Many beleaguered parents will, on that basis, be rather delighted at developments this week highlighting the possibility that letting the little beggars snore at least until double figures, might actually be better for them and their future prospects than dragging back the bedclothes and frogmarching them to the shower at the pace of the theme music to Chariots of Fire.

As someone who could and can sleep for Scotland, I have a certain middle-aged sympathy with the slugabeds.

Even at my time of life, my ideal day would probably start about noon and run until 4am.

As a (much younger) colleague once remarked, if I was as tired when I went to bed at night as I was when I got up in the morning, I would sleep like a log and be up with the lark.
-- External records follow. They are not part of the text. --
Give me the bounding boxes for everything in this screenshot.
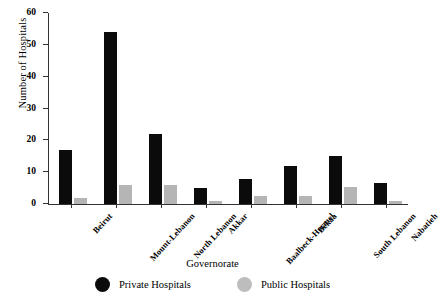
x-axis-label: North Lebanon: [191, 211, 238, 260]
x-axis-title: Governorate: [0, 258, 425, 269]
bar-public: [119, 185, 132, 204]
bar-public: [164, 185, 177, 204]
x-axis-tick: [251, 204, 252, 208]
legend-marker-private-icon: [95, 277, 110, 292]
y-axis-tick: 20: [43, 139, 48, 140]
x-axis-label: Mount-Lebanon: [147, 211, 196, 263]
bar-private: [374, 183, 387, 204]
bar-public: [299, 196, 312, 204]
x-axis-tick: [71, 204, 72, 208]
x-axis-tick: [341, 204, 342, 208]
bar-private: [194, 188, 207, 204]
legend-label-private: Private Hospitals: [119, 279, 191, 290]
x-axis-tick: [296, 204, 297, 208]
y-axis-tick: 50: [43, 44, 48, 45]
y-axis-tick-label: 40: [27, 71, 37, 81]
legend-label-public: Public Hospitals: [261, 279, 330, 290]
legend-item-private: Private Hospitals: [95, 277, 191, 292]
y-axis-tick: 60: [43, 12, 48, 13]
x-axis-label: Beirut: [90, 211, 114, 235]
bar-private: [284, 166, 297, 204]
bar-public: [74, 198, 87, 204]
legend-marker-public-icon: [237, 277, 252, 292]
chart-legend: Private Hospitals Public Hospitals: [0, 277, 425, 292]
bar-private: [239, 179, 252, 204]
x-axis-tick: [116, 204, 117, 208]
y-axis-tick-label: 0: [31, 198, 36, 208]
bar-private: [104, 32, 117, 204]
x-axis-label: Bekaa: [315, 211, 338, 235]
y-axis-tick-label: 20: [27, 134, 37, 144]
y-axis-tick: 40: [43, 76, 48, 77]
x-axis-tick: [386, 204, 387, 208]
y-axis-line: [48, 13, 49, 204]
bar-public: [254, 196, 267, 204]
y-axis-tick-label: 30: [27, 103, 37, 113]
y-axis-tick: 30: [43, 108, 48, 109]
y-axis-tick: 10: [43, 171, 48, 172]
y-axis-tick-label: 10: [27, 166, 37, 176]
bar-public: [389, 201, 402, 204]
bar-public: [209, 201, 222, 204]
plot-area: 0102030405060 BeirutMount-LebanonNorth L…: [48, 13, 408, 204]
legend-item-public: Public Hospitals: [237, 277, 330, 292]
bar-private: [149, 134, 162, 204]
y-axis-tick-label: 50: [27, 39, 37, 49]
y-axis-tick: 0: [43, 203, 48, 204]
x-axis-tick: [206, 204, 207, 208]
bar-public: [344, 187, 357, 205]
y-axis-tick-label: 60: [27, 7, 37, 17]
bar-private: [329, 156, 342, 204]
x-axis-line: [48, 204, 408, 205]
bar-private: [59, 150, 72, 204]
x-axis-tick: [161, 204, 162, 208]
Bailie Dr Nina Baker, Green Party councillor for the Anderston/City ward of Glasgow, reckons that academic research, including a recent report in New Scientist, signals that as puberty and hormonal changes sets in, teenagers develop different sleep habits and need different sleep patterns compared to either younger children or adults.

To perform better, she says, their very particular biological make-up should be taken into account to improve all aspects of school performance from attendance to results and that can mean a later start to the school day.

Her motion to Glasgow City Council states that a waking up time of 7am for a teenager is the equivalent of a 5am wake-up call for an older adult.

“The normal school start time of 9am means that many or most teenagers arrive at school much more tired than their teachers, with proven bad results for memory and learning.

UK schools that have experimented with a school day starting at 10am for teenagers have found that the youngsters achieved higher grades.”

Dr Baker said: “The fact that adolescent brains undergo significant physical changes has been known to scientists for a while and the New Scientist article put that into perspective for me, especially the results from UK schools.

“My own children, one of whom was nocturnal and the other very much a day person, are adults themselves now so it wasn’t directly personal but I felt it would be interesting to see where this data might take us in terms of policy-making.

“It’s thought that most young teens are about 10 minutes short on sleep each day and by the time they leave school, that’s become half an hour, which is a lot in a week.”

The ideal adult average is seven to eight hours’ sleep a night but for adolescents, less than nine on a regular basis is counter-productive.

New Scientist underlined the importance of accommodating the alteration in adolescent sleep requirements, as well as taking into account societal changes that affect this fundamental biological necessity easygoing parental attitudes to bedtimes, increased TV watching or use of computers and mobile phone technology can lead to sleep deprivation.

“I spoke to the charity Sleep Scotland, who do a lot of fantastic work, especially for those with special needs, and it is possible to arrange the evening to have a better chance of getting to sleep.

“It’s important to acknowledge the effects of lifestyle choices but because of recognised chemical triggers, young people fall asleep later and that cuts the sleep time they have. Righting that at the other end makes sense.”

It’s also not about regular lie-ins as a concession to teenage moodiness.

Dr Baker said: “A lie-in is what you have on a non-school morning. Starting the academic part of school a little later is about recognising biological factors and offering practical measures that make it easier for young people to learn and work better at a time of huge physical and emotional changes.”

Many of the objections to potential changes are about the disruption of family timetables and routines.

Dr Baker added: “A lot of it seems to be about the convenience of others, not what might be tailored in the best interests of young people of this age.

“You wouldn’t put 6th year pupils into Primary 1-sized desks because they just don’t fit.

“And, of course, there are arguments that other countries start the school day even earlier and don’t do badly. That isn’t to say that a change like this might not help them to do even better.”